Mexican Cartels: The Communities of the Western Sierra Madres, Hostages of the War Between Cartels

"At dusk on November 30, 2020, an armed squad arrived at the village of Mesa de Torrecilla, located in the mountainous territory of southern Durango, in search of community member Refugio Ramírez Aguilar. According to witness accounts, the man took advantage of the ensuing confusion to escape into the brush; instead, the intruders seized his elderly father, Jesús Ramírez Carrillo, who remains missing to this day.

That kidnapping—which took place in a village belonging to the Wixárika (or Huichol) community, one of the four indigenous peoples inhabiting this corner of the Sierra Madre Occidental—was one of the numerous collateral effects of a war that has intensified over the past year, amidst the pandemic. This conflict pits the Sinaloa Cartel (CDS)—which has traditionally dominated this border region spanning the states of Jalisco, Zacatecas, Durango, and Nayarit—against the Jalisco New Generation Cartel (CJNG), which is determined to wrest control after expanding northward from the region's southern canyons.

The territorial dispute that these two criminal organizations have waged since 2019 for control of the region—a critical nexus for trafficking routes leading north and toward the Pacific coast—began to escalate under the non-intervention policy of Andrés Manuel López Obrador’s administration (encapsulated by the slogan "hugs, not bullets") and intensified further during the health crisis. The withdrawal of the National Guard and state police forces from the area reached its culmination late last year: in October 2020, members of the Jalisco New Generation Cartel ambushed and killed six Durango police officers, injuring seven others, along the route between Mezquital and Huazamota. Since then, the presence of security forces in the zone has become almost purely symbolic. With the cartel war now fully unleashed, the municipalities of the Sierra Madre Occidental have been left at the mercy of *de facto* powers: for years, they have been forced to participate in the cultivation of opium poppies—a practice that has declined alongside the collapse of the opium market—and in an economy of extortion; yet now, they are also being directly “invited” to join the ranks of the warring cartels—as denounced by communities in the municipality of Mezquital (home to indigenous Tepehuan, Cora, Mexicanero, and Huichol peoples). Meanwhile, the kidnapping of both indigenous people and *mestizos* has surged, and new checkpoints have sprung up, effectively restricting access to these territories."

Read full Spanish-language article here.

English
Tags
Drug trafficking
violence
Western Sierra Madre Highlands
Habitantes Wixáritari en los límites con Nayarit. Foto de César Rodríguez, El País.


EXERCISE OBJECTIVE: Please write out every line of the listing without alteration, but omit the images.

-- RECORDS TO PROCESS follows --

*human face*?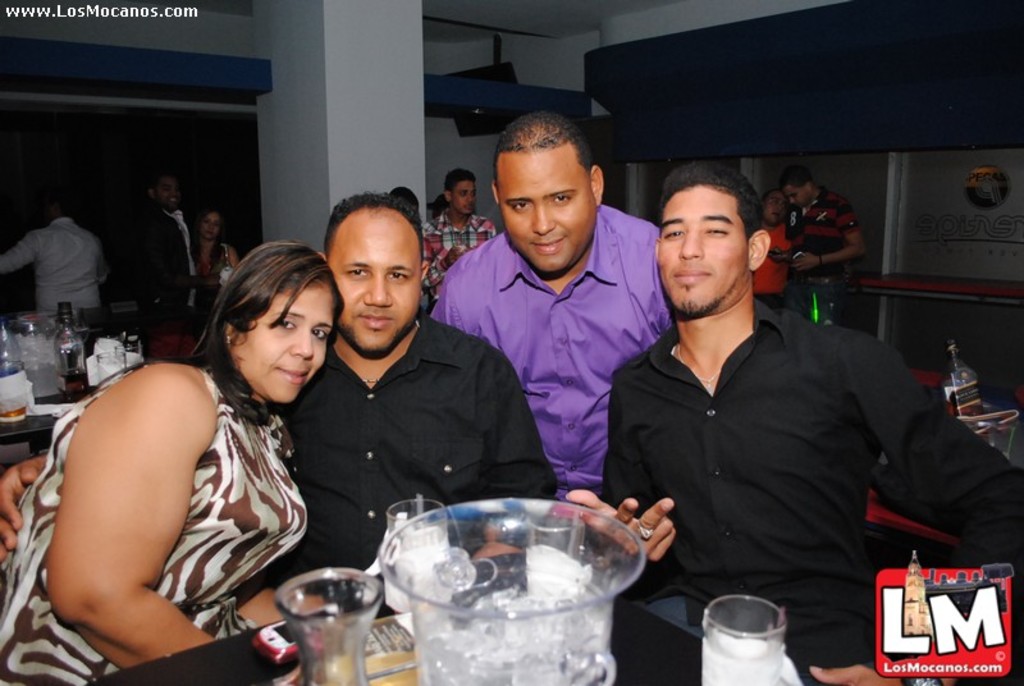
locate(493, 145, 593, 273)
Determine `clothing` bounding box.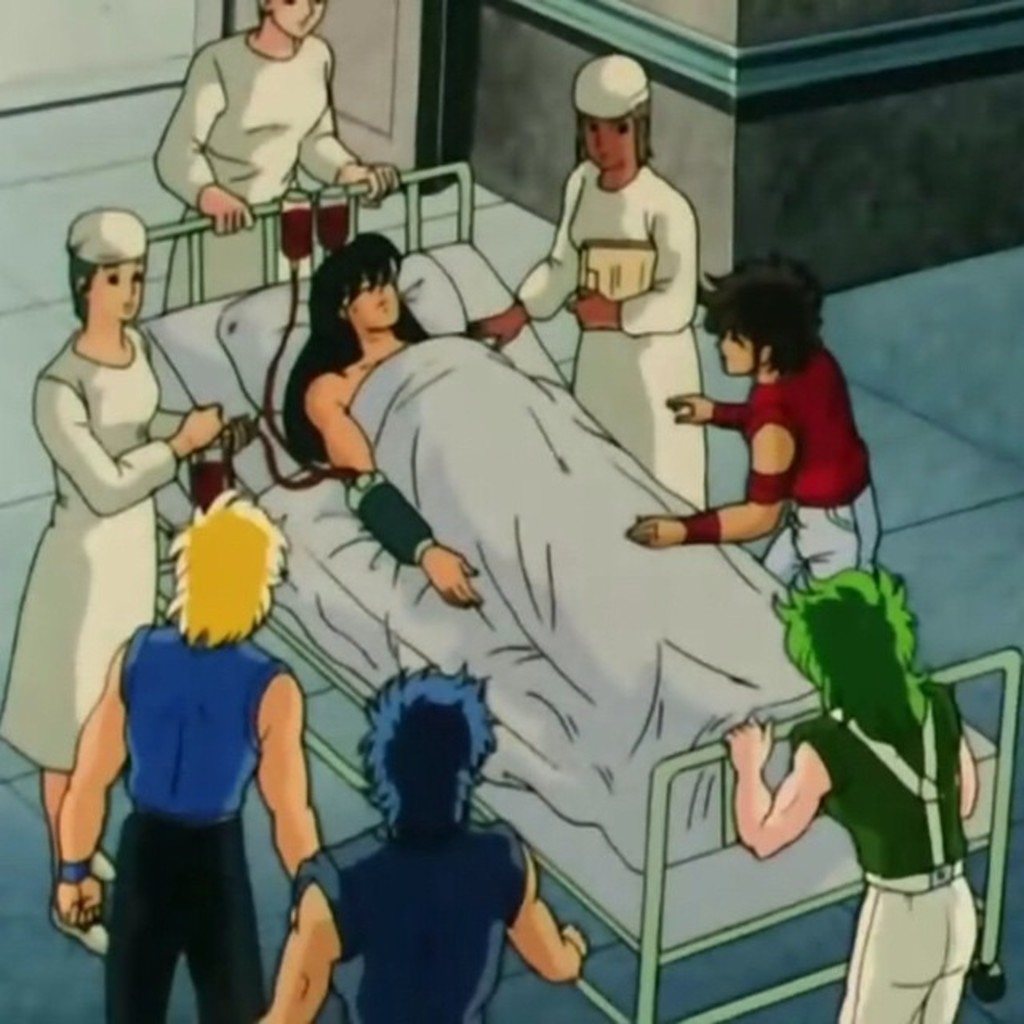
Determined: [0,322,190,778].
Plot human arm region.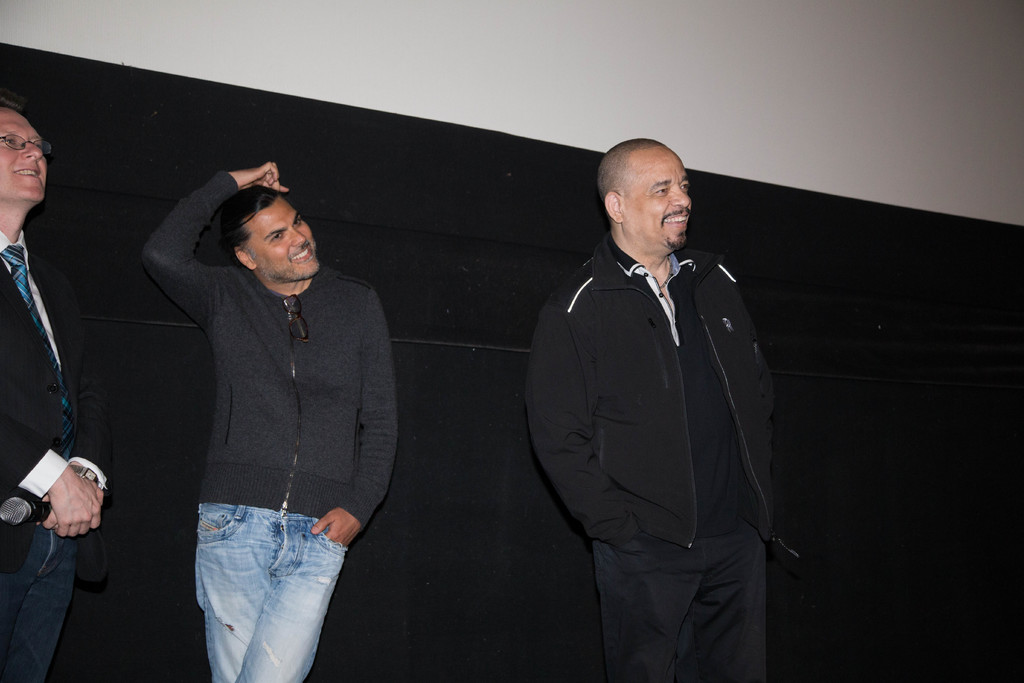
Plotted at 4,409,109,541.
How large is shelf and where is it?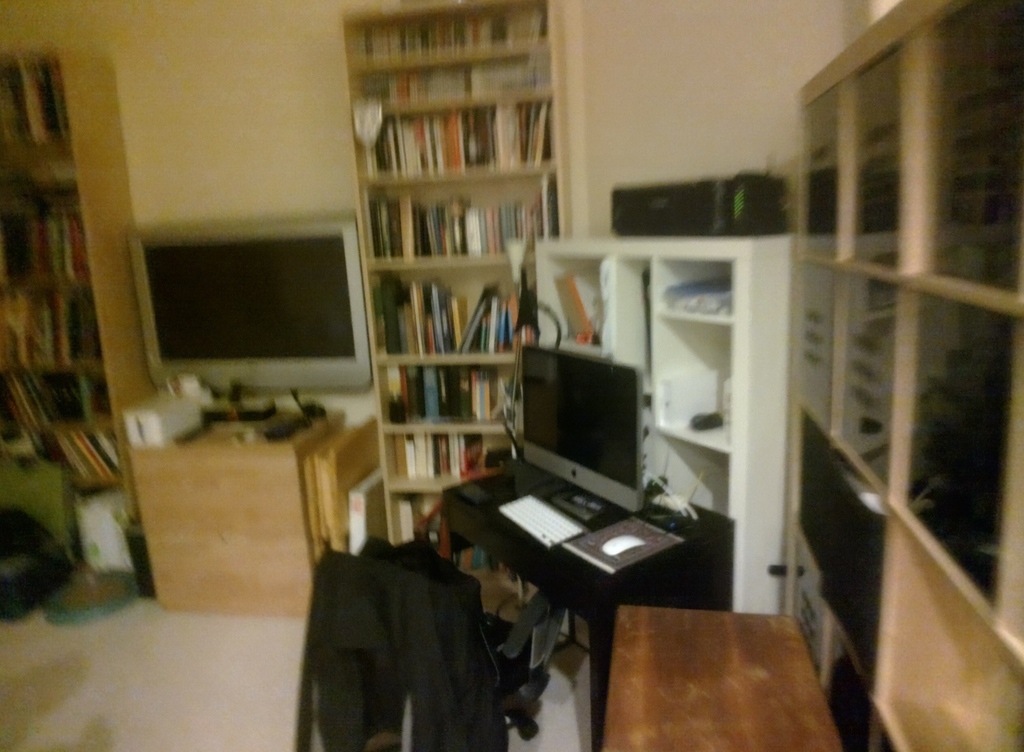
Bounding box: (352,12,550,53).
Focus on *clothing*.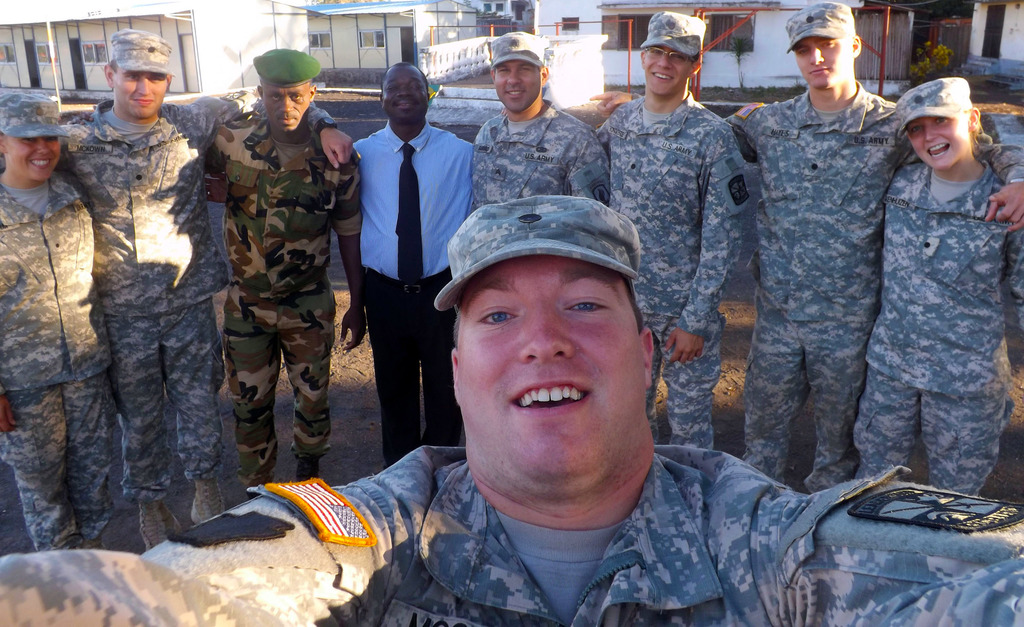
Focused at <region>0, 428, 1020, 626</region>.
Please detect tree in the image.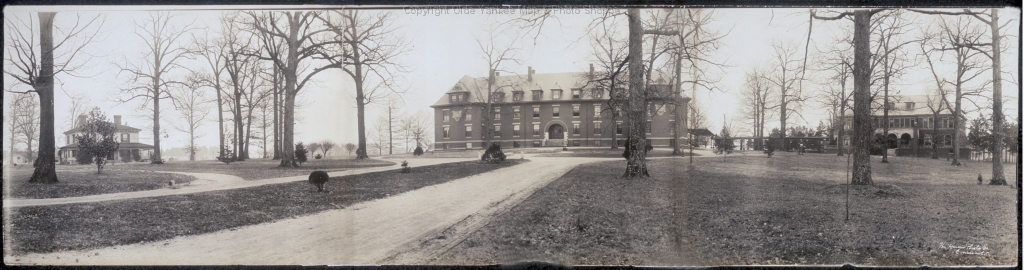
left=241, top=1, right=328, bottom=181.
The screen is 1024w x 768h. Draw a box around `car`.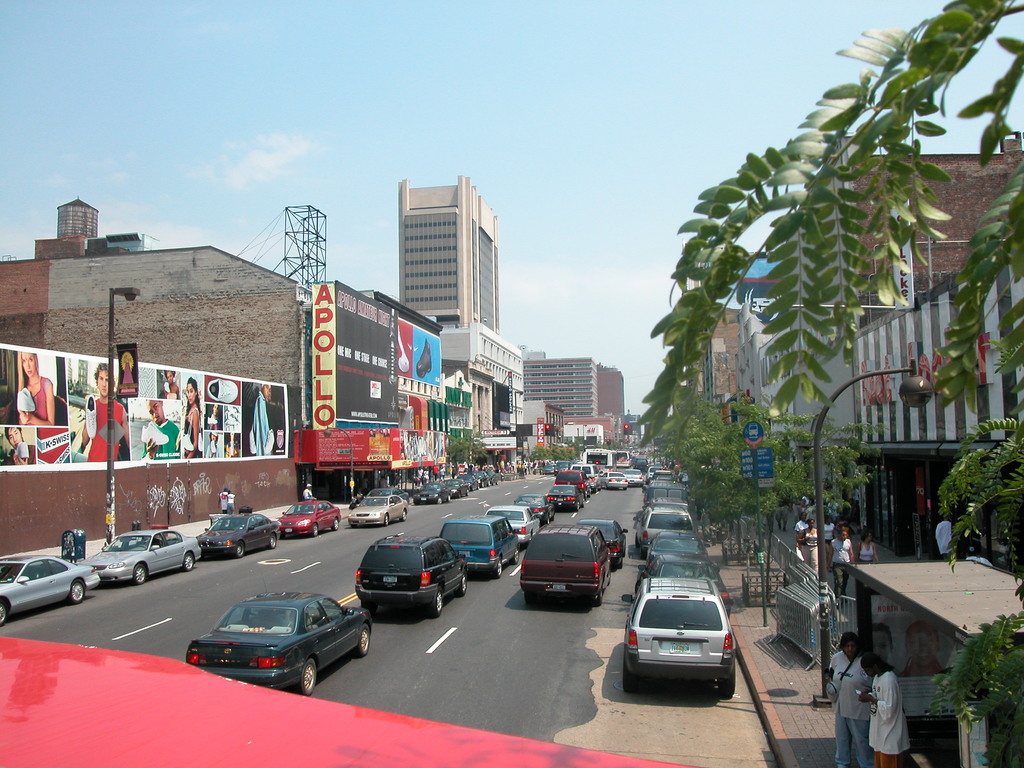
rect(278, 504, 340, 534).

-- RECORDS TO PROCESS concluded --

EXERCISE RESULT:
*human face*?
locate(493, 145, 593, 273)
Determine `clothing` bounding box.
Determined: [0,322,190,778].
Plot human arm region.
Plotted at 4,409,109,541.
How large is shelf and where is it?
Bounding box: (352,12,550,53).
Focus on *clothing*.
Focused at <region>0, 428, 1020, 626</region>.
Please detect tree in the image.
left=241, top=1, right=328, bottom=181.
The screen is 1024w x 768h. Draw a box around `car`.
rect(278, 504, 340, 534).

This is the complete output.